Counting on one's fingers seems a natural way to compute numbers, but the Greco-Romans didn't just count "on" their fingers. They counted with their fingers, and not to be quick and accurate with the finger symbols could be embarrassing.

Evidence, particularly from the Imperial Roman world, comes from archaeology and ancient writers. Archaeological evidence comes from tombs, mosaics, and tesserae (dice), which last show finger symbols on one side and Roman numerals on the other.

Burma P. Williams and Richard S. Williams, in their article "Finger Numbers in the Roman World and the Early Middle Ages," from Isis, Vol. 86, No. 4 (Dec. 1995), pp. 587-608, state that Quintilian said an orator would be considered uneducated were he hesitant in calculating or used the wrong gestures with his fingers while making a calculation. This shows that fingers were probably not just used to show numbers, but to perform operations like addition and subtraction on them. However, as the authors state, we don't know whether the ancients used their fingers merely to keep track of intermediate stages while making mental calculations or whether they used their fingers actually to perform the computations.

This finger number system appears to have been in use throughout the Greco-Roman world and well into the Middle Ages. That the Greeks used fingers for computations seems implicit in the Homeric term for counting, pempathai, which means 'to count by fives'.

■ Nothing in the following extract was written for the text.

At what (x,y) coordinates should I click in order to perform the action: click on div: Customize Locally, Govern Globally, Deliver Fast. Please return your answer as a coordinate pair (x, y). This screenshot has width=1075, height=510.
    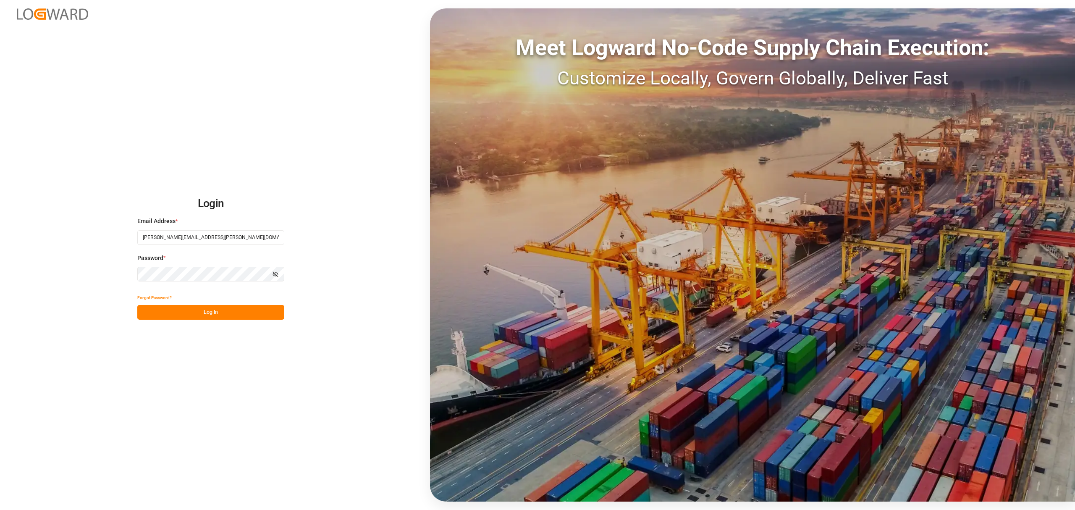
    Looking at the image, I should click on (753, 78).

The article "Finger Numbers in the Roman World and the Early Middle Ages" mentions a riddle (from Symphosius and Alcuin) which seems to show something about how counting was done:

How can 7 from 8 equal 6? Since the number 8 was represented by lowering the little and ring finger of the left hand and the number 7 was represented by lowering just the little finger, if you start with the 8 -- i.e., little and ring finger lowered -- and then raise the little finger to subtract the 7, the ring finger remains lowered and that was the symbol for 6. Obviously, the wrong answer, but perhaps a cautionary tale for those learning the finger calculator.